Thomas Jefferson, too, gets little screen time, compared to Franklin and Washington, who repeatedly return at pivotal moments, both disastrous and victorious.
Washington, in particular, is presented as a vital ingredient in the history — widely revered, the tallest guy around, definitely human (he was privately interested in fashionable clothes), prodigious in self-restraint (some say he could have been king of the new country), and stalwart beyond belief.
“You always knew Washington was heroic,” says Hovde. “But to think, he was standing there by himself, holding the army together, and if he didn’t do that, there really was nothing to the country.”
Hovde recalls that when one of the advising historians was asked who most resembles George Washington today, he said without hesitation, “Nelson Mandela.”
With limited air time, the producers concentrated on the confluence of these key personalities, the fortuitous infiltration of Enlightenment ideas, and a harrowing roller-coaster-ride of events that gave the colonists a startlingly new kind of nation.
There were: the Brits’ minor but ill-considered Stamp Act of 1765, the confrontation at Lexington that became a massacre, the bold declaration, the rebels’ repeated, devastating losses, the British attempts to play slaves and Indians against the Anglo rebels, the brutal class conflicts in the South, Franklin’s diplomatic maneuvers in Europe, the late but crucial arrival of the French, and the big win at Yorktown.
In every respect, the story seemed destined to turn out differently. Before the war, says Meyer, “The colonists were thrilled to be British. They spoke of England as their home. It was their mother country. The fact that they would be declaring war 13 years later is something they absolutely did not suspect.”
“Most of the founding fathers were white and very wealthy,” Meyer adds. “All were gentlemen, as opposed to commoners. The fact that in a few years they would be saying things like, ‘All men are created equal’ … is astonishing.”
But one amazing thing happened, and then another. To win a losing war, common people were brought into the political debate and have never left.
It was such a different world then. “This is the hardest thing for me to do in writing this script,” says Blumer. “Everything has to be explained because it was a world much closer to the Middle Ages than to our world.”
The armaments were archaic, but politically it seemed a modern war, because the rebels were guerrillas, like the North Vietnamese — underequipped but highly motivated and well organized.

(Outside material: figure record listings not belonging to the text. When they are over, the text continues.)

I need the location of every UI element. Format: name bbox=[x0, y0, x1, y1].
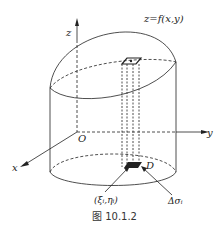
figure-caption: 图 10.1.2 bbox=[92, 212, 137, 222]
x-axis-label: x bbox=[12, 163, 18, 173]
z-axis-label: z bbox=[66, 28, 71, 38]
area-arrow bbox=[143, 168, 172, 195]
point-arrow bbox=[105, 168, 128, 192]
x-axis bbox=[24, 132, 77, 165]
origin-label: O bbox=[78, 134, 86, 144]
surface-back-edge bbox=[50, 59, 176, 88]
surface-front-edge bbox=[50, 62, 176, 99]
base-back-edge bbox=[50, 154, 176, 172]
surface-label: z=f(x,y) bbox=[144, 14, 184, 24]
point-label: (ξᵢ,ηᵢ) bbox=[94, 196, 118, 205]
region-label: D bbox=[146, 161, 154, 171]
y-axis-label: y bbox=[207, 128, 213, 138]
area-element-label: Δσᵢ bbox=[168, 197, 182, 206]
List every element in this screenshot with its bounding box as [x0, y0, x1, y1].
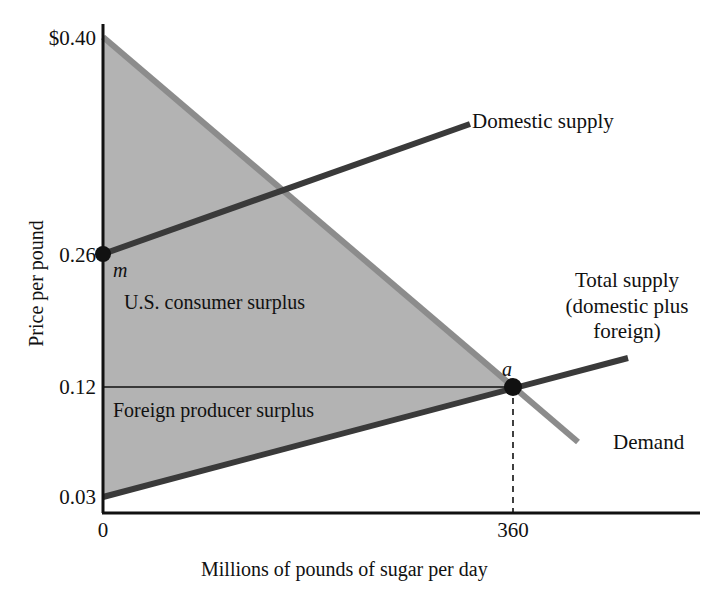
foreign-producer-surplus-label: Foreign producer surplus: [113, 399, 314, 422]
shaded-surplus-regions: [103, 37, 513, 497]
total-supply-label-line1: Total supply: [575, 268, 679, 292]
demand-label: Demand: [613, 430, 684, 454]
x-tick-label-360: 360: [478, 518, 548, 542]
sugar-market-chart: $0.40 0.26 0.12 0.03 0 360 Millions of p…: [0, 0, 715, 594]
point-a-label: a: [502, 358, 512, 381]
total-supply-label: Total supply(domestic plusforeign): [543, 268, 711, 345]
y-tick-label-003: 0.03: [24, 485, 96, 509]
y-axis-title: Price per pound: [25, 204, 48, 364]
y-tick-label-012: 0.12: [24, 375, 96, 399]
total-supply-label-line2: (domestic plus: [565, 294, 688, 318]
us-consumer-surplus-label: U.S. consumer surplus: [124, 291, 305, 314]
x-axis-title: Millions of pounds of sugar per day: [201, 558, 488, 581]
point-m-label: m: [113, 259, 127, 282]
total-supply-label-line3: foreign): [593, 319, 661, 343]
domestic-supply-label: Domestic supply: [472, 109, 614, 133]
x-tick-label-0: 0: [83, 518, 123, 542]
y-tick-label-040: $0.40: [24, 26, 96, 50]
point-m-marker: [95, 246, 111, 262]
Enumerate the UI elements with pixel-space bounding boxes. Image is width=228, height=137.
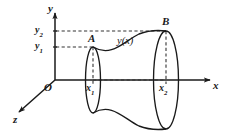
y-axis-label: y <box>48 3 53 14</box>
figure-surface-of-revolution: y x z O y2 y1 x1 x2 A B y(x) <box>0 0 228 137</box>
y1-tick-label: y1 <box>35 41 43 54</box>
z-axis-label: z <box>13 114 17 125</box>
x1-tick-label: x1 <box>86 83 94 96</box>
figure-canvas <box>0 0 228 137</box>
origin-label: O <box>44 82 52 93</box>
x-axis-label: x <box>213 80 219 91</box>
curve-function-label: y(x) <box>117 36 133 47</box>
lower-profile-curve <box>93 109 166 129</box>
reference-lines-group <box>56 31 166 84</box>
point-label-B: B <box>162 16 169 27</box>
point-label-A: A <box>88 33 95 44</box>
y2-tick-label: y2 <box>35 25 43 38</box>
x2-tick-label: x2 <box>159 83 167 96</box>
axis-group <box>19 13 210 112</box>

“They were fighting on their own ground, for their own families,” says Neumann. “It’s very hard to beat people like that. The British couldn’t understand it.”

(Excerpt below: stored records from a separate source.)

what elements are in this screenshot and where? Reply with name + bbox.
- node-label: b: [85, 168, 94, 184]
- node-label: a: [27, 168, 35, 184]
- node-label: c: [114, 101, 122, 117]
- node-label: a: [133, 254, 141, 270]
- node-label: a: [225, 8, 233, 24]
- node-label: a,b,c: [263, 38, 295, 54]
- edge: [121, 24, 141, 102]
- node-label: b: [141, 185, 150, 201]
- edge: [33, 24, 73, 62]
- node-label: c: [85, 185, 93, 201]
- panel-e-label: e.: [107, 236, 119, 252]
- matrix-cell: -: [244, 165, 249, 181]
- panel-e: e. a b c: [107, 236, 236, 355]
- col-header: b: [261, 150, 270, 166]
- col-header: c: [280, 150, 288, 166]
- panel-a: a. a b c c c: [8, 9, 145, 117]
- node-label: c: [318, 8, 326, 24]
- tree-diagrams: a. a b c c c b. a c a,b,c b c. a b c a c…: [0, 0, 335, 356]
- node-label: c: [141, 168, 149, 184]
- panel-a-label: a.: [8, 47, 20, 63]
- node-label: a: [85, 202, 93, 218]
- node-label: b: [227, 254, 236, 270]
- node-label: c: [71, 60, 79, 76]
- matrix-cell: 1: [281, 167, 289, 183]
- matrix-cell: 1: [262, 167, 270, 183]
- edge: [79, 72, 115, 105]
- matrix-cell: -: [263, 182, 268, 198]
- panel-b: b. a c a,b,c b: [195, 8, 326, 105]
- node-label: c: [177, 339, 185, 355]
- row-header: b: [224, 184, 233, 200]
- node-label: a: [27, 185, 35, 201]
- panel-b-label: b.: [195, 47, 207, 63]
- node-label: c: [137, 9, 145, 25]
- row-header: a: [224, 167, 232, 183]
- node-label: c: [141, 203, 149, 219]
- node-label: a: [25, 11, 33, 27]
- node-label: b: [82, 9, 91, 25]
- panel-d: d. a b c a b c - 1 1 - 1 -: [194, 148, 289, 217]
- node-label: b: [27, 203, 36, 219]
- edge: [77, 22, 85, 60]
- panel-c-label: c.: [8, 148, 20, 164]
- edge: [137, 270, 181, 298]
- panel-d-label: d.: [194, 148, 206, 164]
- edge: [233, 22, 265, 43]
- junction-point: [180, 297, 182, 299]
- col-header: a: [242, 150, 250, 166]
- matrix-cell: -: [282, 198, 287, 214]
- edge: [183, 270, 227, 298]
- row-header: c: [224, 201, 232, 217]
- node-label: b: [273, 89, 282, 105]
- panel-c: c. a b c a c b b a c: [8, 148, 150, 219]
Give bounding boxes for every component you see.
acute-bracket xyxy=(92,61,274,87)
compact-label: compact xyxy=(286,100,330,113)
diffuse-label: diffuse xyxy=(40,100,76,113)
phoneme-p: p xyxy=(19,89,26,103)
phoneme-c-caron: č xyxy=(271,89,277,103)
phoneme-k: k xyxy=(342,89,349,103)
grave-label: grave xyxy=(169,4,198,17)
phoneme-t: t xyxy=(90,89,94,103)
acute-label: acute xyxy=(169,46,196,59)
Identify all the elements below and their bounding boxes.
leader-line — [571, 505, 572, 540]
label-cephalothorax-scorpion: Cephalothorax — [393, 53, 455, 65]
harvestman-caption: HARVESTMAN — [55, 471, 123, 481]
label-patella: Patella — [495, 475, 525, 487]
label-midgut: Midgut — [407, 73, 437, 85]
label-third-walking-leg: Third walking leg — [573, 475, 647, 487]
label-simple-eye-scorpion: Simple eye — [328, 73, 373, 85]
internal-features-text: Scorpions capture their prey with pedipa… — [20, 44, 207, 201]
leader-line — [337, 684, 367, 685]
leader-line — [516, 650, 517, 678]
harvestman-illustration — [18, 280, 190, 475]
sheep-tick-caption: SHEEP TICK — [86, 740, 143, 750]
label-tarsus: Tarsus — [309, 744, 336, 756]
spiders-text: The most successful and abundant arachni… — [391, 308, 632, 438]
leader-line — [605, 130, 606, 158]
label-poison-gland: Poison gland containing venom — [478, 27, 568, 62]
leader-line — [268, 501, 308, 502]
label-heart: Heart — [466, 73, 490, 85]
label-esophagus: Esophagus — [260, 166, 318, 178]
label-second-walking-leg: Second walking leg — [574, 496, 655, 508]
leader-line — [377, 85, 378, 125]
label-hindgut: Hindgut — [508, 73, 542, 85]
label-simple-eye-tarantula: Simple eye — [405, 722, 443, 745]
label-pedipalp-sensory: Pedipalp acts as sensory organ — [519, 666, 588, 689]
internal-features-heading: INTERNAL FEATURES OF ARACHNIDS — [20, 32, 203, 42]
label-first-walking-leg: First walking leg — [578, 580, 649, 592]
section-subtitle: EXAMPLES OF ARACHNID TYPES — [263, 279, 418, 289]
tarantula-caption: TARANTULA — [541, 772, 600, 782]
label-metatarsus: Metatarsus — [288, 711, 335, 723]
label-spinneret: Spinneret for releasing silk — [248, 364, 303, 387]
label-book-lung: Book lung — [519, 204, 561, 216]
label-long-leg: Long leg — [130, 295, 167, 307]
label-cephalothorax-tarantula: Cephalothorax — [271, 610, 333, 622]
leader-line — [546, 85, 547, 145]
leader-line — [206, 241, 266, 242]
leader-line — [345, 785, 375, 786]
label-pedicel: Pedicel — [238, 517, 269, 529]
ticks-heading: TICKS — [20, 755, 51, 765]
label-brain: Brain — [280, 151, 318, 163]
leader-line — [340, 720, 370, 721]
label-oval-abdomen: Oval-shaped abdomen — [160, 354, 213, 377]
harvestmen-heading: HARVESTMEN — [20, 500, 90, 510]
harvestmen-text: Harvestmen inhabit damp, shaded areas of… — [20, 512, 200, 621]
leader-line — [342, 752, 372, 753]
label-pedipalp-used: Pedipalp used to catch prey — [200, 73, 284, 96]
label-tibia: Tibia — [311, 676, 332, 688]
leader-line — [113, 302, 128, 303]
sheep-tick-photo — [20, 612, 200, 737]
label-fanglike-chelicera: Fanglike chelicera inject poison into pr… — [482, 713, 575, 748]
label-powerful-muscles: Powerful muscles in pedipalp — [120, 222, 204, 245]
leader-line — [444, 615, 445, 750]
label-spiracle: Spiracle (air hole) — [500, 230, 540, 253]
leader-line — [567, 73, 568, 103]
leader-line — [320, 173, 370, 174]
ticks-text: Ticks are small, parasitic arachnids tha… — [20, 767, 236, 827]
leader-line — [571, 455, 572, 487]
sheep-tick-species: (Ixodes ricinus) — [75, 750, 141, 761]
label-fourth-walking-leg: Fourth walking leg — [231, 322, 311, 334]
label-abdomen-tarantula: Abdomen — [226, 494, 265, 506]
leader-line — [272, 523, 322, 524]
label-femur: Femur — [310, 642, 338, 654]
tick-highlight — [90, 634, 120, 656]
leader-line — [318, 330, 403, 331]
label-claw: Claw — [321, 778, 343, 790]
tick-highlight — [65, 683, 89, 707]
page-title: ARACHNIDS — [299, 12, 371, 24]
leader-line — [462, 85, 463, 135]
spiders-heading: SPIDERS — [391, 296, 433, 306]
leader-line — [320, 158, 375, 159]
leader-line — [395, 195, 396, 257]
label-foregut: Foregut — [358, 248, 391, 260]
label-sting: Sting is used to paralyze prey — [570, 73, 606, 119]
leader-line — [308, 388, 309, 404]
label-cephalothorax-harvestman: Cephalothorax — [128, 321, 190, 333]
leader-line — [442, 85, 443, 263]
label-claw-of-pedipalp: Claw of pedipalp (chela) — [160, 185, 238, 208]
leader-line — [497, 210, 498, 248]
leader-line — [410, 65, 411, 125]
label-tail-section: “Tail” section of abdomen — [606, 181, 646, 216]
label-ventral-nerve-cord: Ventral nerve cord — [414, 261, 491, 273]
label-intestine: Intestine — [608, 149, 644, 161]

Up until then, kings had sent professional armies to war, says Blumer. “The army is like an expensive machine. You’ll only use it in fair weather. You wouldn’t want to break it.” The professionals typically would stop fighting for the winter; they were truly surprised by Washington’s Christmastime attack at Trenton.

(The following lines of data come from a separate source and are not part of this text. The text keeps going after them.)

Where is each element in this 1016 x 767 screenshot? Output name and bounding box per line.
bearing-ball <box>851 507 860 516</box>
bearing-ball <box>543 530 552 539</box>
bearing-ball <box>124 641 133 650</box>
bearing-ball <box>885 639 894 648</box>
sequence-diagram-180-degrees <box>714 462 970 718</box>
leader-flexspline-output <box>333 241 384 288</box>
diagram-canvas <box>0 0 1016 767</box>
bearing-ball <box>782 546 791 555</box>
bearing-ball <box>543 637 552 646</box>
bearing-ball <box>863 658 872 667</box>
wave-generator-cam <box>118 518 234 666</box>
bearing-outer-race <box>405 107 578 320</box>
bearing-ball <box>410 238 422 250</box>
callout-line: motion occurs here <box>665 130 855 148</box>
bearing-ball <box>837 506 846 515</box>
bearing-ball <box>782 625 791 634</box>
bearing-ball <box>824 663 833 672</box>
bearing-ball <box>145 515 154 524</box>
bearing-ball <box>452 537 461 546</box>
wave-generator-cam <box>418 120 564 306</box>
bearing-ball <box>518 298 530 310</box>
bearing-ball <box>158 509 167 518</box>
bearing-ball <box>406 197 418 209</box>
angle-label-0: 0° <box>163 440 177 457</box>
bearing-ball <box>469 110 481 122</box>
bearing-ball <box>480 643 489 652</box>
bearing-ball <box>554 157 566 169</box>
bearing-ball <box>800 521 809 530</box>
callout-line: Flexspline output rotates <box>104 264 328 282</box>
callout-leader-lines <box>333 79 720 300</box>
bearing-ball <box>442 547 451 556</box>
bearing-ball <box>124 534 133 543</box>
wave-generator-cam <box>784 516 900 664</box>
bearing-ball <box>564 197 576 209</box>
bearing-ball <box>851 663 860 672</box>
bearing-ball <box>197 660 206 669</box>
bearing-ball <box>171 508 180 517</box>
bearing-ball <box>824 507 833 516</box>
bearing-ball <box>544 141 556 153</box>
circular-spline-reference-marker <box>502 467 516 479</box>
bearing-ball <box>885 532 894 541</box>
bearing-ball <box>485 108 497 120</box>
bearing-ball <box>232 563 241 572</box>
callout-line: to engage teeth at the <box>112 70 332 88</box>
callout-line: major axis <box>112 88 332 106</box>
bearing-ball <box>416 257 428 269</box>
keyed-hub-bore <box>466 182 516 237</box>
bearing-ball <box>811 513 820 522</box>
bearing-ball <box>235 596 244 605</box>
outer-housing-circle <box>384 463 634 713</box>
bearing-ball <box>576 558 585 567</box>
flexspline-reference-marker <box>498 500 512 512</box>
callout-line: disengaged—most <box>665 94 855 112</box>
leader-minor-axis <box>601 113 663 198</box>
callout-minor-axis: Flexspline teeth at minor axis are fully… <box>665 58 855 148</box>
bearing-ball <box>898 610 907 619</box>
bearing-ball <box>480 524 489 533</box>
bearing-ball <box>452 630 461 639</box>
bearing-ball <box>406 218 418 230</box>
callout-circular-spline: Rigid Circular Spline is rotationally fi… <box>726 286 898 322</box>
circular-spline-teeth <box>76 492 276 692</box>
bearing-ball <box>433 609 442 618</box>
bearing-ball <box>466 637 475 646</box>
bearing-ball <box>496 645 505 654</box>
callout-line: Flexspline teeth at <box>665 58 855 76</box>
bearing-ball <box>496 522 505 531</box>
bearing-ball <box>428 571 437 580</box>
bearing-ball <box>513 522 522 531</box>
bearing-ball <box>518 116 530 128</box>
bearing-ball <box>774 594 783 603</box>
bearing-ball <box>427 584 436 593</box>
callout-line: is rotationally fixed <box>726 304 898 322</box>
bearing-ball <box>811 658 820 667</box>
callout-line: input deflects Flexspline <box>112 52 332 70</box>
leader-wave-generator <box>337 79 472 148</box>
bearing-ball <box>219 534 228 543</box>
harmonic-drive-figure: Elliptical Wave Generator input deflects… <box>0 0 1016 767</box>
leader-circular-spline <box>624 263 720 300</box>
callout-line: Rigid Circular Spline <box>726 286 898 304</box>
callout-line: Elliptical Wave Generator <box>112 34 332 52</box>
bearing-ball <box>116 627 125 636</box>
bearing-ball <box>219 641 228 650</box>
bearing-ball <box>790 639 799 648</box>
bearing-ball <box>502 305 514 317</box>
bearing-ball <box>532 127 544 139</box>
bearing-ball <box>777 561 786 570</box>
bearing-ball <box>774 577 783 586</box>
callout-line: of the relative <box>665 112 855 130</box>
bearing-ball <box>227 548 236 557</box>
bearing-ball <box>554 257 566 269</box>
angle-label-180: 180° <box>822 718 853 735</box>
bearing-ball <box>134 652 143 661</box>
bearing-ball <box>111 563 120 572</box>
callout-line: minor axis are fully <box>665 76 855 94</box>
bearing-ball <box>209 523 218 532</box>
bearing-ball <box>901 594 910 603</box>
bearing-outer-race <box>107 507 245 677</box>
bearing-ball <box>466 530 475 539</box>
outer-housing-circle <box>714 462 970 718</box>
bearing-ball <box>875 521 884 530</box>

“The British didn’t know what they were up against — a nation in arms, animated by a political ideal,” says Blumer. “The whole idea of countries, and fighting for a country, and fighting for a political ideal … was pioneered by the American Revolution.”
The biggest idea that Zuckert brought to the series, Allan says, was that Americans were not defined by their ethnicity, religion or language — as other nations were — but by a set of ideas.
“Right now, you look at America, and despite what the politicians say, everybody’s a minority,” says Neumann. “The thing that holds us together is the fact that we’re all Americans.” Liberty! begins to explain what that is.